Thanksgiving Day
The great free-market classical liberal William Leggett believed that Americans do not need politicians telling us on which days Americans ought to be thankful.
The great free-market classical liberal William Leggett believed that Americans do not need politicians telling us on which days Americans ought to be thankful.
There finally is pushback against Critical Race Theory that has infected higher education and most of our other institutions. Unfortunately, CRT concepts are so embedded in our body politic that the only way to combat them is through revisionist history.

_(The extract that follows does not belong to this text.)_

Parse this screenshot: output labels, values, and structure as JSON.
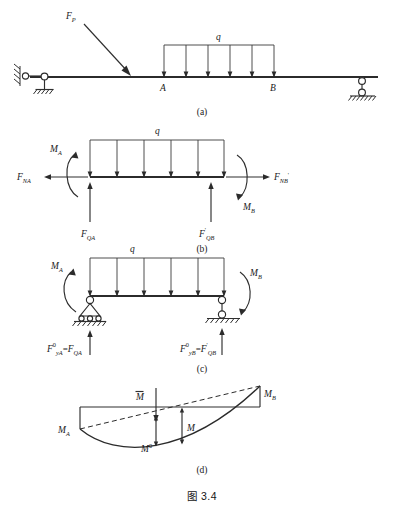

While it is often framed in the media as a battle between principled conservatives and an angry, non-ideological movement focused solely on personal loyalty to Trump, the current civil war on the American right is only the latest chapter in a much older story.
Some legal “experts” are claiming that the Supreme Court‘s infamous 1857 Dred Scott decision is still used in current law. That, of course, is nonsense. In fact, soon after its passage, many northern states essentially nullified “Scott” at the state level.
A modern misconception of antebellum slavery is that it “built the country.” Actually, the institution of slavery, economically speaking, was a deadweight loss to the US economy.
Bob explains that the beloved Wizard of Oz movie involved an allegory of the bimetallism debates of the late 1800s.
Mises Institute President Tom DiLorenzo joins Ryan McMaken to look at the many ways that the taxes, known as "tariffs," destroy wealth and empower the state.
Progressives are openly cheering the murder of the CEO of UnitedHealthcare. However, it was progressive legislation that created this healthcare crisis in the first place.
Historical revisionism is nothing new, and recent attempts to label an “antiracist” approach to history have wrongly been called “revisionist.” To better understand revisionism, one must first be grounded in reality, then apply reality-based thought to studying the past.
The US went to war 83 years ago today with Japan‘s attack on Pearl Harbor. It ended with Japan‘s surrender after US bombers dropped atomic bombs on Hiroshima and Nagasaki. The myth lives on to this day that the bombs ended the war prematurely, saving millions of lives.